“Every day that you go to the grocery store is an election day,” says farmer, activist and author Michael Carter Jr. “It is essential for us to understand that the consumer, as well as the legislator, as well as the farmer, has a responsibility to each other.”
The fifth-generation farmer first met Governor Abigail Spanberger during a pandemic Zoom call when she was his state representative. “She said she’d be interested in visiting the farm,” says Carter. “Coming from a politician, I didn’t really believe that.”
Six months later, Spanberger toured the Orange County, Va. Farm which has been in Carter’s family since 1910. The two have been in touch ever since.

Most recently, Carter was part of Spanberger’s “United for Virginia’s Future” transition team. The committee was made up of CEOs, small business owners, school board members, mayors and more, representing a wide swath of industries from healthcare and technology to government affairs and agriculture.
The transition team’s meetings wrapped up right before inauguration, but Carter says he’s still consulting with the new administration about “policies we want to push forward.”
One of those policies is HB 869, a bill introduced during the 2026 regular session. The bill directs all state agencies to implement a purchase program for local farm or food products “in order to reach a goal by 2035 of 20% of all the food and food products purchased by state agencies being local farm or food products.”
As Carter notes, there are only so many sales a small producer can make at a weekend farmers market. These contracts could prove critical for the success of Virginia farmers.
“If a school is getting a contract for apples, we should be going to Virginia apple growers [who are bidding] first,” explains Carter. “Not Washington state or distributors getting apples from Washington state.”
UVA Dine and Africulture
Carter points to the University of Virginia’s dining program (a division of Aramark) as an example of a state institution prioritizing locally grown food.

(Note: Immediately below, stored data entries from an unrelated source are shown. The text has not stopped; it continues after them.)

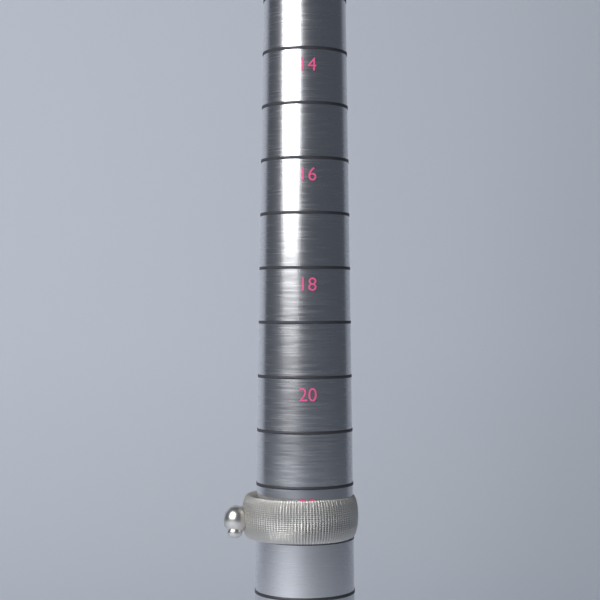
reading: 23 (no unit)
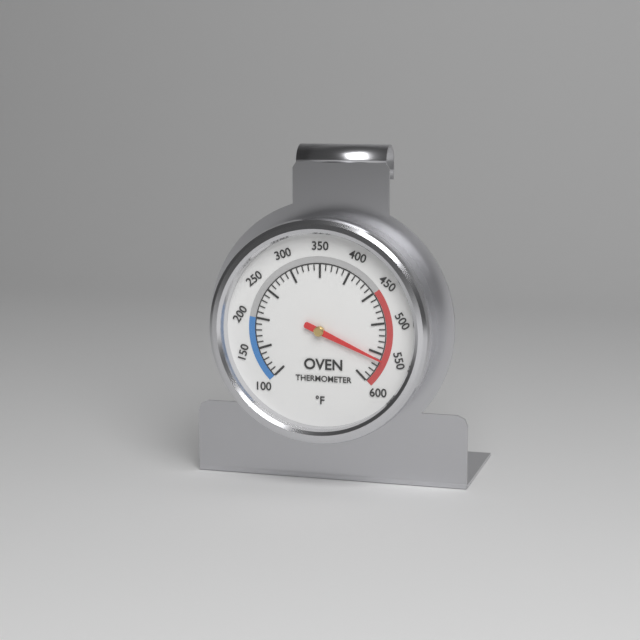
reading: 560 °F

UVA Dine endeavors to serve food that is “grown, raised, or caught within 250 miles from [university] grounds or sourced from an independently owned business within 250 miles from grounds.”
This locally sourced mission is thanks, in part, to the work of Carter’s nonprofit, Africulture.
One of the primary objectives of Africulture is to provide support through marketing, technical assistance and more, to historically underserved and marginalized farmers, guiding them through USDA opportunities and programs.

A collaboration between Africulture, UVA and Aramark resulted in the creation of a Black Farmer Fund which provides a platform for Black farmers in addition to other local, small-scale famers to “find better markets and improve their profitability.”
In addition to his Aramark connection, Carter has also been teaching the Africulture: Roots of US Agriculture course at UVA for the past four years. The course focuses on how the “principles, practices, plants and people of African descent have shaped US agriculture.”
In his class, “Students are assigned to create or identify a problem in the food system and present solutions for that problem,” says Carter. “In the process, they are encouraged to not only come up with their idealist solutions, but to also talk to industry leaders.”
Carter doesn’t assign homework. He hopes his students will learn how to come up with out-of-the box ideas and will be willing to work with “individuals who may have different ideas and individuals who are engaged at different levels.”
When he’s not teaching at the university, he’s on the farm, sustainably and organically growing everything from Nigerian spinach to the African leafy green, managu.
He’s also always working to grow the network of small farmers in Virginia because, beyond the political power of farming, Carter insists that the act of nurturing the earth is “sacred, spiritual, divine and essential.”
Coming from a long line of farmers, Carter is the first to admit that he initially rejected the idea of returning home and farming his family land. “[Farming] has very much been bastardized, cannibalized, commercialized, taken advantage of, it has a very negative stigma,” he says.
But the land still called to him.
“Part of growing farmers is growing the interest and respect and value for the vocation of farming and agriculture,” Carter says. “That’s the core of what must be done — my work centers around value. Because what you value and don’t value determines how you treat it.”
Carter’s book “Africulture: How the Principles, Practices, Plants, and People of African Descent Have Shaped American Agriculture” is set to publish on May 19.